While it is important that policy adequately plans for jobs in the future, it is equally as important to plan for labour market participation. Achieving success in raising participation is a key ingredient in both achieving more inclusive growth and to help fill existing and emerging skills shortages.
However, this is a significant challenge, and previous attempts to move this group into employment have achieved limited success. Ulster University recently launched EPIC Futures NI, a new initiative aiming to provide research and policy advice to support the hidden unemployed into fair and meaningful work.

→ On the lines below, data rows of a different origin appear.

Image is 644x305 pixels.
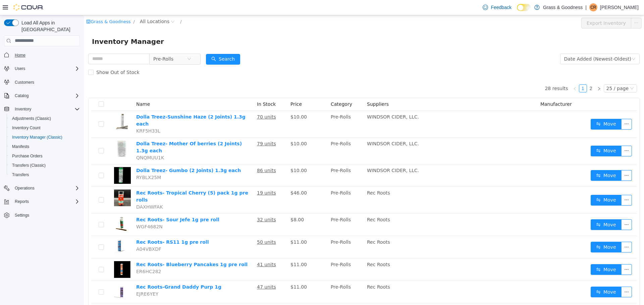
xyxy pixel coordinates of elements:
[507,179,537,190] button: icon: swapMove
[7,142,83,151] button: Manifests
[12,184,37,192] button: Operations
[487,69,495,77] li: Previous Page
[12,78,80,86] span: Customers
[9,115,80,122] span: Adjustments (Classic)
[1,91,83,100] button: Catalog
[507,249,537,260] button: icon: swapMove
[1,77,83,87] button: Customers
[52,247,164,252] a: Rec Roots- Blueberry Pancakes 1g pre roll
[30,268,47,285] img: Rec Roots-Grand Daddy Purp 1g hero shot
[7,161,83,170] button: Transfers (Classic)
[1,184,83,193] button: Operations
[12,126,40,130] span: Inventory Count
[15,186,34,191] span: Operations
[206,269,223,274] span: $11.00
[283,126,335,131] span: WINDSOR CIDER, LLC.
[9,143,32,151] a: Manifests
[13,4,44,11] img: Cova
[547,2,558,13] button: icon: ellipsis
[244,171,280,198] td: Pre-Rolls
[1,50,83,60] button: Home
[56,2,86,10] span: All Locations
[206,99,223,104] span: $10.00
[15,93,29,99] span: Catalog
[7,123,83,133] button: Inventory Count
[206,224,223,230] span: $11.00
[12,92,80,100] span: Catalog
[497,2,547,13] button: Export Inventory
[15,199,29,205] span: Reports
[507,104,537,115] button: icon: swapMove
[589,3,597,12] div: CJ Ross
[456,86,488,91] span: Manufacturer
[52,276,74,282] span: EJRE6YEY
[12,105,34,113] button: Inventory
[9,171,31,179] a: Transfers
[206,175,223,180] span: $46.00
[2,4,7,9] i: icon: shop
[507,227,537,237] button: icon: swapMove
[12,105,80,113] span: Inventory
[30,224,47,240] img: Rec Roots- RS11 1g pre roll hero shot
[1,197,83,206] button: Reports
[173,152,192,158] u: 86 units
[30,246,47,263] img: Rec Roots- Blueberry Pancakes 1g pre roll hero shot
[503,69,511,77] li: 2
[15,80,34,85] span: Customers
[9,134,65,141] a: Inventory Manager (Classic)
[52,113,77,118] span: KRF5H33L
[12,163,45,168] span: Transfers (Classic)
[517,4,531,11] input: Dark Mode
[548,42,551,47] i: icon: down
[9,143,80,151] span: Manifests
[12,198,31,206] button: Reports
[69,39,89,48] span: Pre-Rolls
[244,122,280,149] td: Pre-Rolls
[283,99,335,104] span: WINDSOR CIDER, LLC.
[1,64,83,73] button: Users
[537,179,548,190] button: icon: ellipsis
[30,201,47,218] img: Rec Roots- Sour Jefe 1g pre roll hero shot
[507,271,537,282] button: icon: swapMove
[206,201,220,207] span: $8.00
[1,211,83,220] button: Settings
[244,96,280,122] td: Pre-Rolls
[7,170,83,179] button: Transfers
[244,198,280,221] td: Pre-Rolls
[283,201,306,207] span: Rec Roots
[12,51,80,59] span: Home
[30,125,47,141] img: Dolla Treez- Mother Of berries (2 Joints) 1.3g each hero shot
[9,162,80,170] span: Transfers (Classic)
[247,86,268,91] span: Category
[513,72,517,75] i: icon: right
[9,124,80,132] span: Inventory Count
[52,152,157,158] a: Dolla Treez- Gumbo (2 Joints) 1.3g each
[52,189,79,194] span: DAXHWFAK
[537,227,548,237] button: icon: ellipsis
[12,211,80,219] span: Settings
[480,1,513,14] a: Feedback
[12,144,29,149] span: Manifests
[12,184,80,192] span: Operations
[9,162,48,170] a: Transfers (Classic)
[50,4,51,9] span: /
[52,86,66,91] span: Name
[491,4,511,11] span: Feedback
[15,107,31,112] span: Inventory
[9,134,80,141] span: Inventory Manager (Classic)
[12,198,80,206] span: Reports
[507,130,537,141] button: icon: swapMove
[9,124,44,132] a: Inventory Count
[12,135,63,140] span: Inventory Manager (Classic)
[9,152,80,160] span: Purchase Orders
[543,3,582,12] p: Grass & Goodness
[283,247,306,252] span: Rec Roots
[173,175,192,180] u: 19 units
[206,126,223,131] span: $10.00
[206,247,223,252] span: $11.00
[7,114,83,123] button: Adjustments (Classic)
[489,72,493,75] i: icon: left
[96,4,97,9] span: /
[585,3,586,12] p: |
[503,69,510,77] a: 2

There are also several structural issues contributing to Northern Ireland’s skills challenges. On the supply side, educational attainment has increased significantly over the past 20 years. In 2003/04 only half of school leavers achieved five GCSEs A*-C (including English and Maths) compared to four-fifths today. This shift has led to a higher proportion of school leavers undertaking tertiary level qualifications, increasing the average number of years spent in full-time education before entering the labour market.
The smaller number of low achievers at school has driven a large fall in further education qualifier numbers. This has squeezed the skills pipeline for jobs that typically recruited non-tertiary qualifiers. Compared to many of our European peers, there are significantly fewer qualifiers from professional and technical courses. This creates a ‘missing middle’ in Northern Ireland’s supply of skills and is a function of a lack of clear pathways available to school leavers considering these types of courses.
At graduate level, a high proportion of qualifiers are concentrated within a relatively narrow group of subjects. Health related subjects account for over one in five HE qualifications. Business, management and social sciences account for more than one in four graduates. However, there is a low representation of some more specialised subject areas such as creative arts and design, mathematical sciences and some STEM subject areas.
The latest NI Skills Barometer reported that Northern Ireland’s largest skills shortages are in engineering and computer science, highlighting the importance of high-quality careers advice to ensure young people make informed choices.
Northern Ireland tends to underperform internationally on lifelong learning measures, recording the lowest proportion of employees receiving training or working towards a qualification of any UK region. In a rapidly changing world, skills during formal education or in prior employment become obsolete more quickly. Therefore, lifelong learning activities become an essential instrument in addressing Northern Ireland’s competitiveness challenges.
In summary, Northern Ireland faces two distinct sets of skills challenges. The first relates to the quantum of labour supply available. In the absence of a devolved regional migration policy the Executive has limited powers to alter the ability of local businesses to import overseas labour.
Therefore, supporting the ‘hidden unemployed’ into work is the key avenue through which Northern Ireland’s labour supply can be increased. This group face multiple barriers to employment, and no single initiative is likely to achieve success without an accompanying wrap around skills policy.
The second set of challenges relate to structural issues. Notably, a lack of mid-level qualifiers, an undersupply of skills in key narrow-STEM subjects and a labour market lacking a culture of lifelong learning.
Achieving success across all aspects of the education and training system is an extremely difficult challenge. However, a failure to tackle these challenges may lead to a decade of persistent skills shortages, holding back the economic potential of the local economy.